By Greg Norman
Doonbeg has some of the most impressive dunes you’ve ever seen, making for natural green sites, so that’s really where it all began. With No. 1, I started with a setting at the base of a massive dune and worked my way backwards. I knew where the clubhouse was going to be. It was just the perfect length par five. It’s as simple as that.
The fairway is exactly how Mother Nature put it there: just about every hump, every hollow, every roll. We just mowed down the marram grass, same with the green, although we did contour it for water runoff. About the only design element I created was the little pot bunker about 45 yards from the green, but all the other bunkers are sheep and cattle blowouts. The interesting thing about that pot bunker is that it gathers a ball about 20 to 25 yards away. It looks tiny but I created a magnet effect with the ground contours, so you’ve got to be very careful on your layup. I also had to rebuild the dune a couple hundreds yards from the green on the left. It was a dumpsite full of old tractor carcasses, trash, and railway ties, so we went in there with the environmentalist and cleared out all the junk and then we restored that dune for about 80 to 100 yards and built it back to the exact most natural way it was.
With the prevailing wind off the ocean at 9 o’clock, the strategy on the tee shot is to shape it from right to left into the wider area just beyond a pot bunker and grassy mounds, which are about a 275-yard carry from the back tee. You can chase it down there and hit a low drawing shot and the ball will run forever. The other option is to lay up short of the bunker. What I love about this hole is that you can do whatever you want to do off the tee for the first shot of the day.
If you go for the green in two, you’ve got to avoid the pot bunker and have a pretty good scooter going because the green is a little elevated. The key is to keep the approach a little right to avoid all the bunkers on the left and because the ball will kick pretty good to the left.
I did about 28 routings on this course, but this green site never changed in any of them. Mother Nature built that hole; we just identified it.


## TASK ITEM:
Only an exact copy belongs in the answer: the line with "Where would I find man?" and every line after it through the end of the records, pictures left out.

## MATERIAL TO PROCESS:
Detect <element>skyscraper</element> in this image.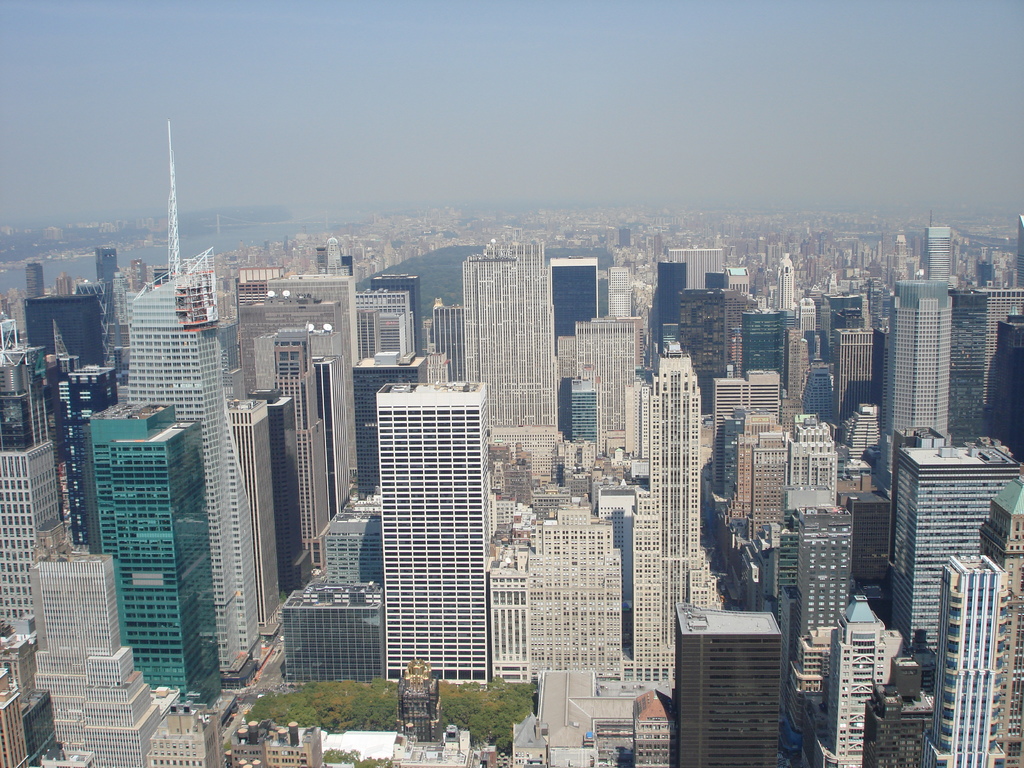
Detection: [x1=36, y1=554, x2=169, y2=760].
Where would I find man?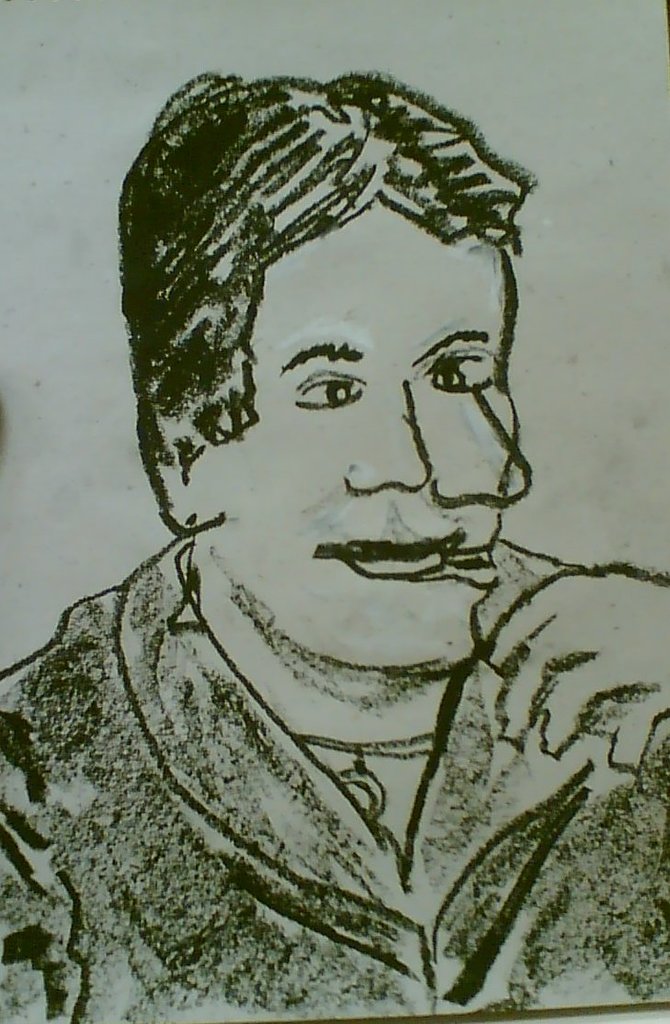
At 0 61 669 1023.
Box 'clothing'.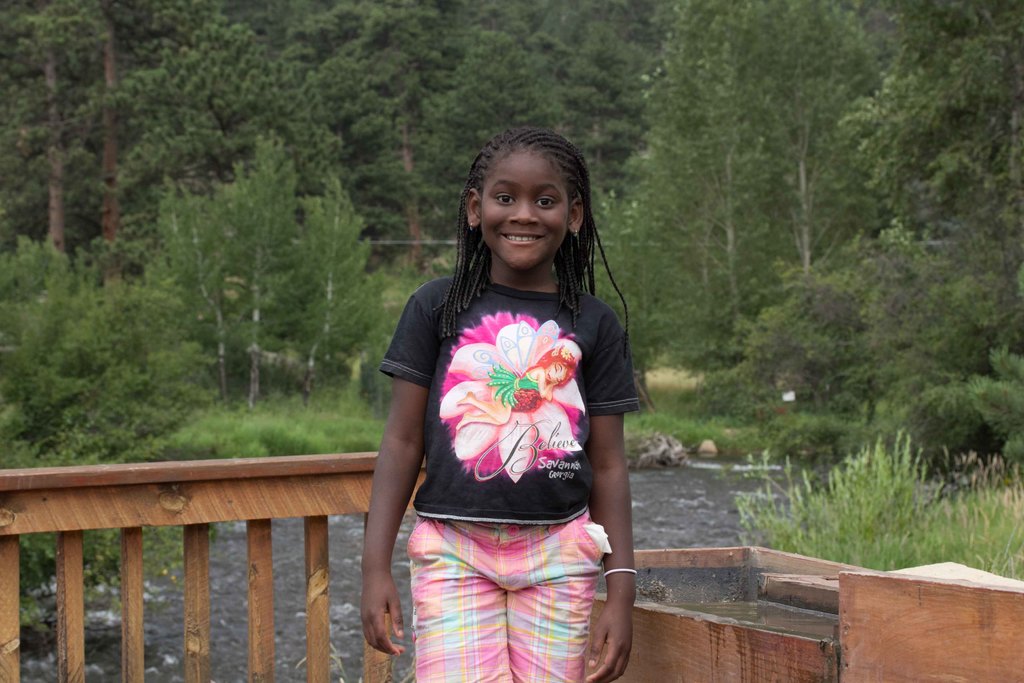
left=401, top=259, right=610, bottom=591.
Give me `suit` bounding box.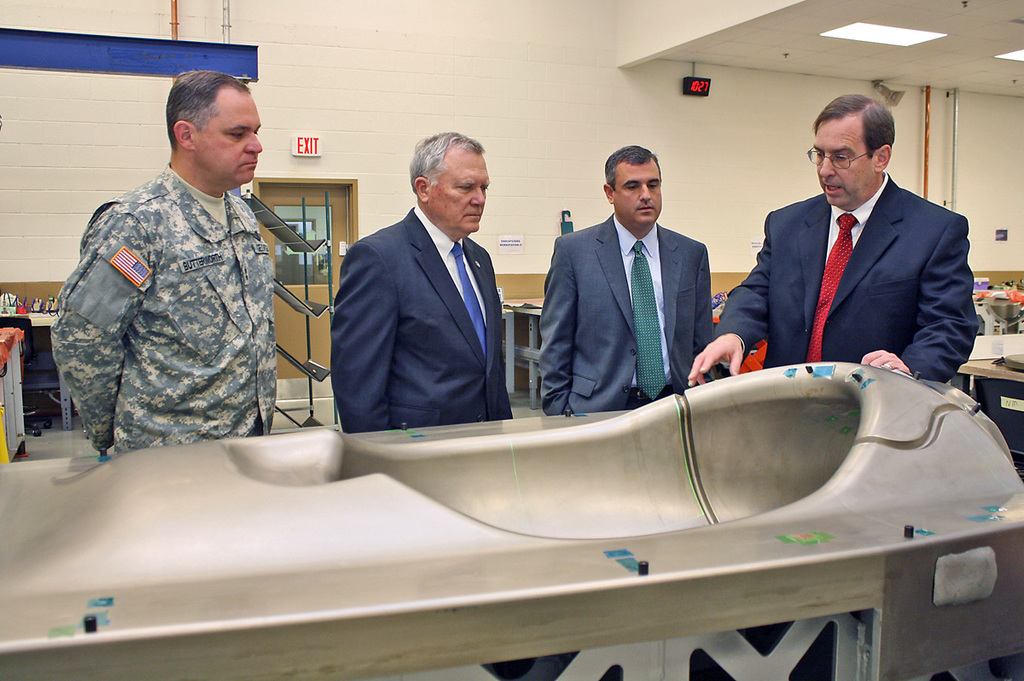
333,206,515,432.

## RESPONSE FOR THIS EXERCISE:
Where would I find man?
At 0 61 669 1023.
Box 'clothing'.
left=401, top=259, right=610, bottom=591.
Give me `suit` bounding box.
333,206,515,432.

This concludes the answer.